The same woman who, those same minutes ago, had taken him inside her and cried out as they reached the pinnacle of their pleasure together.
The woman Spencer now knew he loved with the same deep intensity and fidelity as he had a year and a half ago.
He wanted no other woman.
Only Olivia.
And she had just told him she did not, had never, had those same feelings for him.
He wanted to shout, to demand Olivia stop denying the love between them. To insist that he knew she loved him as much as he loved her. That she would not have given herself to him if she did not love him.
But the coolness of her gaze and her composed expression told him it would be the equivalent of hitting his head against a brick wall if he were to do so. In other words, painful but ineffectual and ultimately humiliating.
After his months of inhuman captivity, the latter was something Spencer refused to allow himself to ever feel again. Three times now, Olivia had told him she did not love or want him. He would not give her a fourth occasion in which to do so.
Which did not prevent Spencer’s chest from aching as he pulled on his shirt, waistcoat, and superfine. He was straightening the cuffs of his shirt beneath the latter when he spoke again. “I apologize. I believed the depths of our feelings for each other to be mutual, but obviously, they are not. I will not intrude upon your privacy again.” He gave a stiff bow before turning on his booted heel and striding from the room.

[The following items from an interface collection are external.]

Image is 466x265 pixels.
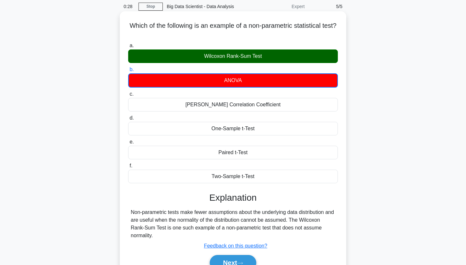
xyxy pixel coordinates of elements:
h5: Which of the following is an example of a non-parametric statistical test? [127,22,338,38]
span: b. [129,67,134,72]
span: c. [129,91,133,97]
h3: Explanation [132,192,334,203]
div: Wilcoxon Rank-Sum Test [128,49,338,63]
div: One-Sample t-Test [128,122,338,136]
div: Non-parametric tests make fewer assumptions about the underlying data distribution and are useful... [131,209,335,240]
div: ANOVA [128,73,338,88]
span: f. [129,163,132,169]
div: Paired t-Test [128,146,338,159]
a: Stop [138,3,163,11]
a: Feedback on this question? [204,243,267,249]
span: e. [129,139,134,145]
span: a. [129,43,134,48]
span: d. [129,115,134,121]
div: [PERSON_NAME] Correlation Coefficient [128,98,338,112]
div: Two-Sample t-Test [128,170,338,183]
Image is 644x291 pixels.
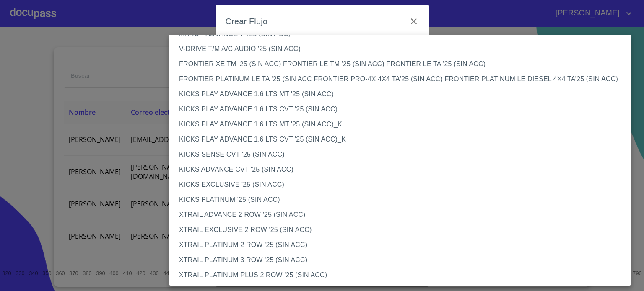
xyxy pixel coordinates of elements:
[169,102,638,117] li: KICKS PLAY ADVANCE 1.6 LTS CVT '25 (SIN ACC)
[169,147,638,162] li: KICKS SENSE CVT '25 (SIN ACC)
[169,208,638,223] li: XTRAIL ADVANCE 2 ROW '25 (SIN ACC)
[169,162,638,177] li: KICKS ADVANCE CVT '25 (SIN ACC)
[169,57,638,72] li: FRONTIER XE TM '25 (SIN ACC) FRONTIER LE TM '25 (SIN ACC) FRONTIER LE TA '25 (SIN ACC)
[169,42,638,57] li: V-DRIVE T/M A/C AUDIO '25 (SIN ACC)
[169,238,638,253] li: XTRAIL PLATINUM 2 ROW '25 (SIN ACC)
[169,223,638,238] li: XTRAIL EXCLUSIVE 2 ROW '25 (SIN ACC)
[169,253,638,268] li: XTRAIL PLATINUM 3 ROW '25 (SIN ACC)
[169,132,638,147] li: KICKS PLAY ADVANCE 1.6 LTS CVT '25 (SIN ACC)_K
[169,117,638,132] li: KICKS PLAY ADVANCE 1.6 LTS MT '25 (SIN ACC)_K
[169,72,638,87] li: FRONTIER PLATINUM LE TA '25 (SIN ACC FRONTIER PRO-4X 4X4 TA'25 (SIN ACC) FRONTIER PLATINUM LE DIE...
[169,177,638,192] li: KICKS EXCLUSIVE '25 (SIN ACC)
[169,192,638,208] li: KICKS PLATINUM '25 (SIN ACC)
[169,268,638,283] li: XTRAIL PLATINUM PLUS 2 ROW '25 (SIN ACC)
[169,87,638,102] li: KICKS PLAY ADVANCE 1.6 LTS MT '25 (SIN ACC)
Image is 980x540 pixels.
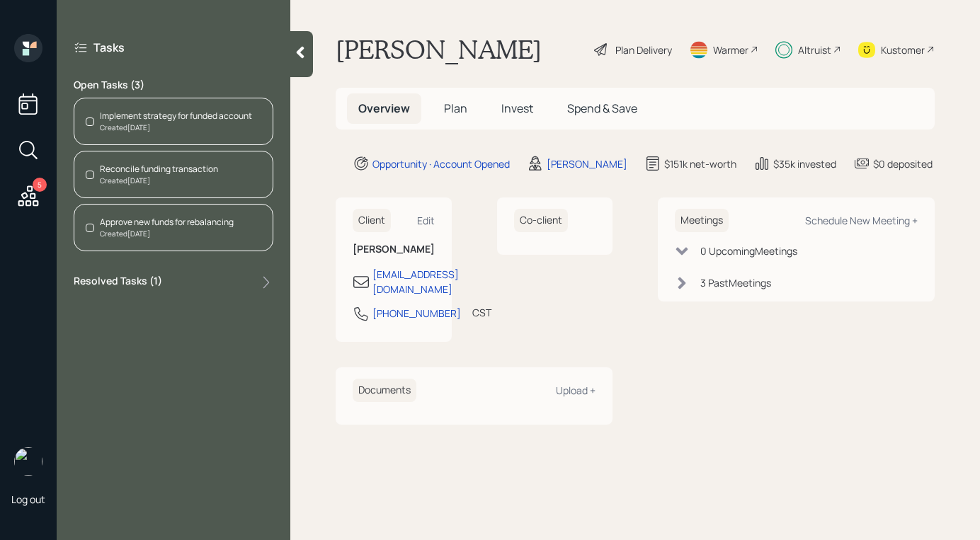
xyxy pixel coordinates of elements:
div: [PERSON_NAME] [547,156,627,171]
div: Plan Delivery [616,42,672,57]
div: Log out [11,492,45,506]
div: Upload + [556,384,595,397]
img: aleksandra-headshot.png [14,447,42,475]
h6: Co-client [514,209,568,232]
div: [EMAIL_ADDRESS][DOMAIN_NAME] [372,266,459,296]
div: $0 deposited [873,156,932,171]
span: Overview [358,101,410,116]
div: 0 Upcoming Meeting s [700,243,797,258]
div: Edit [417,213,435,227]
div: Created [DATE] [100,228,234,239]
span: Invest [501,101,533,116]
div: Created [DATE] [100,123,252,133]
div: Opportunity · Account Opened [372,156,510,171]
div: Reconcile funding transaction [100,163,218,175]
label: Tasks [93,40,124,55]
div: 5 [33,177,47,191]
div: Altruist [798,42,831,57]
div: Implement strategy for funded account [100,109,252,123]
h6: [PERSON_NAME] [353,243,435,256]
h6: Documents [353,378,416,402]
div: $35k invested [774,156,836,171]
div: Warmer [713,42,748,57]
span: Spend & Save [567,101,637,116]
div: [PHONE_NUMBER] [372,306,461,320]
span: Plan [444,101,467,116]
label: Resolved Tasks ( 1 ) [74,274,162,291]
div: Kustomer [881,42,924,57]
div: Schedule New Meeting + [805,213,917,227]
div: Created [DATE] [100,175,218,186]
label: Open Tasks ( 3 ) [74,78,273,92]
h1: [PERSON_NAME] [336,34,541,65]
div: 3 Past Meeting s [700,275,771,290]
div: Approve new funds for rebalancing [100,216,234,228]
div: CST [472,305,491,320]
h6: Meetings [675,209,728,232]
h6: Client [353,209,391,232]
div: $151k net-worth [664,156,736,171]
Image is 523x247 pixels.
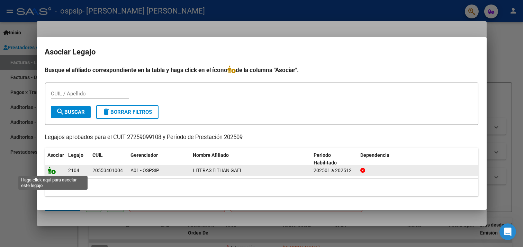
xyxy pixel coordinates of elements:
p: Legajos aprobados para el CUIT 27259099108 y Período de Prestación 202509 [45,133,479,142]
span: LITERAS EITHAN GAEL [193,167,243,173]
datatable-header-cell: CUIL [90,148,128,170]
div: 1 registros [45,178,479,196]
datatable-header-cell: Asociar [45,148,66,170]
button: Buscar [51,106,91,118]
span: CUIL [93,152,103,158]
span: 2104 [69,167,80,173]
mat-icon: delete [103,107,111,116]
span: Buscar [56,109,85,115]
button: Borrar Filtros [96,105,159,119]
datatable-header-cell: Legajo [66,148,90,170]
datatable-header-cell: Gerenciador [128,148,190,170]
span: Legajo [69,152,84,158]
div: 20553401004 [93,166,123,174]
iframe: Intercom live chat [500,223,516,240]
h4: Busque el afiliado correspondiente en la tabla y haga click en el ícono de la columna "Asociar". [45,65,479,74]
h2: Asociar Legajo [45,45,479,59]
datatable-header-cell: Dependencia [358,148,479,170]
span: Dependencia [360,152,390,158]
mat-icon: search [56,107,65,116]
datatable-header-cell: Nombre Afiliado [190,148,311,170]
span: Gerenciador [131,152,158,158]
span: Borrar Filtros [103,109,152,115]
div: 202501 a 202512 [314,166,355,174]
span: Periodo Habilitado [314,152,337,166]
span: A01 - OSPSIP [131,167,160,173]
span: Nombre Afiliado [193,152,229,158]
datatable-header-cell: Periodo Habilitado [311,148,358,170]
span: Asociar [48,152,64,158]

The duke’s departure was followed by the sound of the front door being unlocked and opened, and seconds later, carriage wheels rolled across the cobbled street until all was quiet outside as well as in.

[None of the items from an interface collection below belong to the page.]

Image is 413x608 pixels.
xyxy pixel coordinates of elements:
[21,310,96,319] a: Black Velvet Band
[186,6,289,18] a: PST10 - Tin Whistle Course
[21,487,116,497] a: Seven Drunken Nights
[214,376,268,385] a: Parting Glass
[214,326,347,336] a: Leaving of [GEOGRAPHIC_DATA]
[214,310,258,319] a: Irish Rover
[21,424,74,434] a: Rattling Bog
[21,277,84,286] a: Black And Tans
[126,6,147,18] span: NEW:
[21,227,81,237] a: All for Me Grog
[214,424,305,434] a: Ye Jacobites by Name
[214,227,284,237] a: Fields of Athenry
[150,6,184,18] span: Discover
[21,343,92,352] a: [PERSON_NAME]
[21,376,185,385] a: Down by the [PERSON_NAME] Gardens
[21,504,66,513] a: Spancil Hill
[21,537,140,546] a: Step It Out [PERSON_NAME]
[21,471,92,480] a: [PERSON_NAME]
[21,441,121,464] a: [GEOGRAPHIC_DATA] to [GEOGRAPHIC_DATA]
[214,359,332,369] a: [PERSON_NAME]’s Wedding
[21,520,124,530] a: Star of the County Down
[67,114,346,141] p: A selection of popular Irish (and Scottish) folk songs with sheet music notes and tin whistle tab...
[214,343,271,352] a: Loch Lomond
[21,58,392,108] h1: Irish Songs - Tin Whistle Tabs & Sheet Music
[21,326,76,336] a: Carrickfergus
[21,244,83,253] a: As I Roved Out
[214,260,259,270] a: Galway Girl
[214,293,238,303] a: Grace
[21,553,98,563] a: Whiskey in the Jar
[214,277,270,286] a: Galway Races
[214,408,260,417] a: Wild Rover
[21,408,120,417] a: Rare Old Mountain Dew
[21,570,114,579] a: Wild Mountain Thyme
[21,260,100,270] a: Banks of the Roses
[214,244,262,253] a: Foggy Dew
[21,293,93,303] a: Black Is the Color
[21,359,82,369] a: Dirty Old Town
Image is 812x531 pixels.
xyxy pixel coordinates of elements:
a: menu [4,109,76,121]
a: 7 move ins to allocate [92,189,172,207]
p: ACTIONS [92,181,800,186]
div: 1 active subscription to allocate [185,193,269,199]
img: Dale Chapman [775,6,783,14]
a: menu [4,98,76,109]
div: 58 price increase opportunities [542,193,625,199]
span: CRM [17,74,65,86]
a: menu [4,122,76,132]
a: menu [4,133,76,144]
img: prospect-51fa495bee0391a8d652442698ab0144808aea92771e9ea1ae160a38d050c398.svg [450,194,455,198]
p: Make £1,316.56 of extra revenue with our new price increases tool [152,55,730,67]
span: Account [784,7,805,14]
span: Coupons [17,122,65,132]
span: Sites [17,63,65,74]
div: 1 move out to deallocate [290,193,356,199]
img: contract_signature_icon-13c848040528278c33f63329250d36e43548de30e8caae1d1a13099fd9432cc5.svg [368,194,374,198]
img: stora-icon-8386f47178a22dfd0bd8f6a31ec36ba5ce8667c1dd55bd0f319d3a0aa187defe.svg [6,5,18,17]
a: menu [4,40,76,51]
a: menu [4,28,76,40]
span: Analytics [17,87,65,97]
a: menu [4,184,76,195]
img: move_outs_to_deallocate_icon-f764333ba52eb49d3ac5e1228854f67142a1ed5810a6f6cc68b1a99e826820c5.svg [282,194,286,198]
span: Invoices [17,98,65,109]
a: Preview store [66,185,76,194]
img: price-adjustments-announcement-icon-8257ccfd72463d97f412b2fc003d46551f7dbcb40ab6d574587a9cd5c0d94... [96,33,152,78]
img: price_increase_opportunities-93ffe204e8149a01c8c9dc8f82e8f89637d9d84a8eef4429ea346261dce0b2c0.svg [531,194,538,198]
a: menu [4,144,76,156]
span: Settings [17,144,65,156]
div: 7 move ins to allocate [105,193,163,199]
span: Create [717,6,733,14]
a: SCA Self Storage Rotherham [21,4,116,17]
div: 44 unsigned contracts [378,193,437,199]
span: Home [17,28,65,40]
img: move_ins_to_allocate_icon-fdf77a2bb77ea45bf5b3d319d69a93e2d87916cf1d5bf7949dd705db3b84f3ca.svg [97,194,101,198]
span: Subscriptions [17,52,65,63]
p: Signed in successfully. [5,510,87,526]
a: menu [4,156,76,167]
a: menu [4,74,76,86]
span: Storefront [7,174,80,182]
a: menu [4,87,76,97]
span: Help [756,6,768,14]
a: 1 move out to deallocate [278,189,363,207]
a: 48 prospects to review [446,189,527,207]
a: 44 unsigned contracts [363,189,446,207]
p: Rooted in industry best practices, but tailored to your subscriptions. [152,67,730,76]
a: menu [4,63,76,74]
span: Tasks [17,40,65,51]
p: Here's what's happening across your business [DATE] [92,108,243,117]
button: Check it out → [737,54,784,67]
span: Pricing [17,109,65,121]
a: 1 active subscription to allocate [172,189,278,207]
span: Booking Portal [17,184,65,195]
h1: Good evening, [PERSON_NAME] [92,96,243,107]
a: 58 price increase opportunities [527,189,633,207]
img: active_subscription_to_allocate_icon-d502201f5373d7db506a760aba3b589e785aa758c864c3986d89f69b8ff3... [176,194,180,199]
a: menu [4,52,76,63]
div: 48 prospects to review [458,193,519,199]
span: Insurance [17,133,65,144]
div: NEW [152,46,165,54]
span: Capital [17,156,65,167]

Which was when Olivia at last felt free to give in to the pain of her heart shattering into pieces so small, she knew she would never be able to put it back together again.
She allowed herself only a few minutes to give in to those feelings of utter despair, in the knowledge that once the truth was revealed, she would have lost Spencer forever anyway.
Minutes after Mariah was once again fed and settled, Olivia was seated in her carriage on her way to confront the person she believed was responsible for all that Spencer especially had suffered, herself less so, this past year and a half.
Her expression was determined, her heart beating so fast and so loudly, it felt as if it might leap out of her chest.
CHAPTER THIRTEEN
“Good God, man, what has occurred to make you look so grim and white-faced?” Grayson Vaughn, the Duke of Flint, prompted the moment Spencer entered their club and demanded a decanter of brandy and a glass be brought post-haste to the leather chair where he intended to sit beside the fireplace.
Spencer had balked at going home after leaving Olivia, hating the very idea of being so alone with his thoughts. Instead, he had chosen to come to the club he was once again frequenting after his long absence.
He had not expected to see any of the other Ruthless Dukes there. “Should you not be at home with your wife?” he mocked Flint.
“Chastity is with her seamstress, having some winter gowns made for when we retire to our country estate at the end of the month,” the other man dismissed.
Spencer would normally have traveled to one of his own estates at this time of year. But the thought of being alone with his heartache at any of his country homes no more appealed to him than returning to his house in London had earlier this afternoon.
“Chastity has told me that the next time I see you, I am to extend an invitation for you to join us in the country,” Flint drawled as he dropped into the wingback chair opposite.
Spencer chuckled at the manner in which his friend proffered the invitation. “I take it you would rather the two of you remained alone there together?”
Flint grinned. “There is certainly something to be said for being able to bed your wife, morning, noon, and night, without fear of offending or having to entertain a guest.”
Spencer nodded. “Please thank Chastity for me, but tell her I plan to spend Christmas at my estate in Gloucestershire.”
“And do you?” he prompted when Spencer added nothing more.